The Holdovers, a film nominated for the Best Original Screenplay Award at the Oscars 2024, has been accused of plagiarism the day before the ceremony.
Screenwriter Simon Stephenson claims the hit movie ‘brazenly’ stole from his own screenplay, Frisco, saying there was ‘overwhelming’ evidence it had been plagiarised ‘line-by-line.’
The Holdovers is about a jaded middle-aged boarding school teacher and his 15-year-old student, while Frisco follows a jaded middle-aged children’s doctor and his 15-year-old patient.
The film, nominated for five Oscars, was written by David Hemingson and directed by Alexander Payne, with Stephenson claiming that he has evidence the latter had access to the Frisco script ‘on two separate occasions prior to the offending film entering development.’
Stephenson has presented his evidence to the Writers Guild of America and has urged them to launch an investigation. Variety, which first reported on the claims, understands the matter is still being discussed internally.
Payne and Hemingson declined to comment when contacted by the publication.
The script for Frisco was first distributed among Hollywood executives in 2013 and it landed in third place on a list that year that ranks the best unproduced screenplays.
Stephenson says he has evidence that Payne had access to Frisco in 2013 and then later in 2019 by supplying emails involving Hollywood heavyweights.
In one, dated December 6 2019, John Woodward, co-founder of production company Brightstar, said: ‘Sorry to say that Alexander has now read but says it is not quite what he is looking for. Might be worth following up with [Bob Odenkirk].’
Shortly after his exchange, Payne began work on The Holdovers, which stars Paul Giamatti, Da’Vine Joy Randolph and Dominic Sessa.
Summing up his case, Stephenson wrote in an email to WGA’s senior director of credits Lesley Mackey: ‘The evidence The Holdovers screenplay has been plagiarised line-by-line from frisco is genuinely overwhelming – anybody who looks at even the briefest sample pretty much invariably uses the word “brazen”.’
As well as Best Original Screenplay, The Holdovers is nominated for the Academy Awards for Best Picture, Best Editing, Best Actor and Best Supporting Actress.

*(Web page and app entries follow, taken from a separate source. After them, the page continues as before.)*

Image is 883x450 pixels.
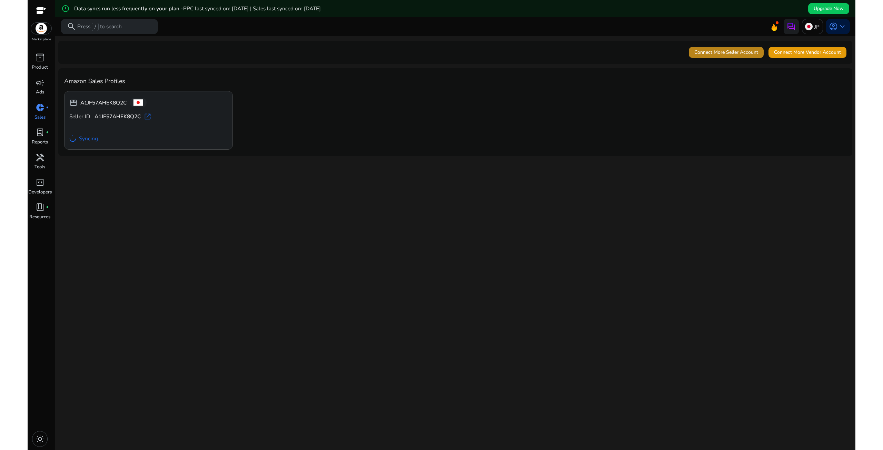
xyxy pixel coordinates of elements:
[814,21,820,33] p: JP
[28,201,52,226] a: book_4fiber_manual_recordResources
[36,89,44,96] p: Ads
[829,22,838,31] span: account_circle
[774,49,841,56] span: Connect More Vendor Account
[46,131,49,134] span: fiber_manual_record
[36,153,44,162] span: handyman
[814,5,844,12] span: Upgrade Now
[36,203,44,212] span: book_4
[28,102,52,127] a: donut_smallfiber_manual_recordSales
[92,23,98,31] span: /
[36,128,44,137] span: lab_profile
[805,23,813,30] img: jp.svg
[46,106,49,109] span: fiber_manual_record
[34,114,46,121] p: Sales
[808,3,849,14] button: Upgrade Now
[36,53,44,62] span: inventory_2
[69,99,78,107] span: storefront
[32,64,48,71] p: Product
[79,135,98,142] span: Syncing
[144,113,151,120] span: open_in_new
[28,177,52,201] a: code_blocksDevelopers
[69,113,90,120] span: Seller ID
[838,22,847,31] span: keyboard_arrow_down
[80,99,127,107] b: A1JF57AHEK8Q2C
[28,189,52,196] p: Developers
[34,164,45,171] p: Tools
[36,103,44,112] span: donut_small
[32,139,48,146] p: Reports
[28,127,52,151] a: lab_profilefiber_manual_recordReports
[46,206,49,209] span: fiber_manual_record
[689,47,764,58] button: Connect More Seller Account
[29,214,50,221] p: Resources
[95,113,141,120] b: A1JF57AHEK8Q2C
[36,435,44,444] span: light_mode
[28,77,52,101] a: campaignAds
[28,151,52,176] a: handymanTools
[74,6,321,12] h5: Data syncs run less frequently on your plan -
[32,37,51,42] p: Marketplace
[61,4,70,13] mat-icon: error_outline
[77,23,122,31] p: Press to search
[183,5,321,12] span: PPC last synced on: [DATE] | Sales last synced on: [DATE]
[36,78,44,87] span: campaign
[64,78,846,85] h4: Amazon Sales Profiles
[36,178,44,187] span: code_blocks
[28,52,52,77] a: inventory_2Product
[694,49,758,56] span: Connect More Seller Account
[31,23,52,34] img: amazon.svg
[769,47,846,58] button: Connect More Vendor Account
[67,22,76,31] span: search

Set in a private boys’ school in New England in 1970, The Holdovers follows Paul’s unimpressed teacher Paul Hunham, who is forced to look after the students who have nowhere to go during the Christmas holidays with only the help of the no-nonsense cafeteria manager Mary Lamb (Da’Vine).
Da’Vine and Paul previously spoke to Metro.co.uk about all the awards The Holdovers was garnering, with Da’Vine joking she was about to ‘cry’ due to the attention.
‘She’s always on the verge of falling apart. She’s right on the edge. It’s a crazy circus,’ Paul said of his co-star.
He also praised all the films up for gongs at the Oscars, agreeing that it can be tough to see one picked out as the winner at this time of year.
‘They all have real merit. They’re all really interesting movies,’ Paul said.
Metro.co.uk has contacted Payne’s rep, Hemingson’s agency, WME, and the WGA for comment.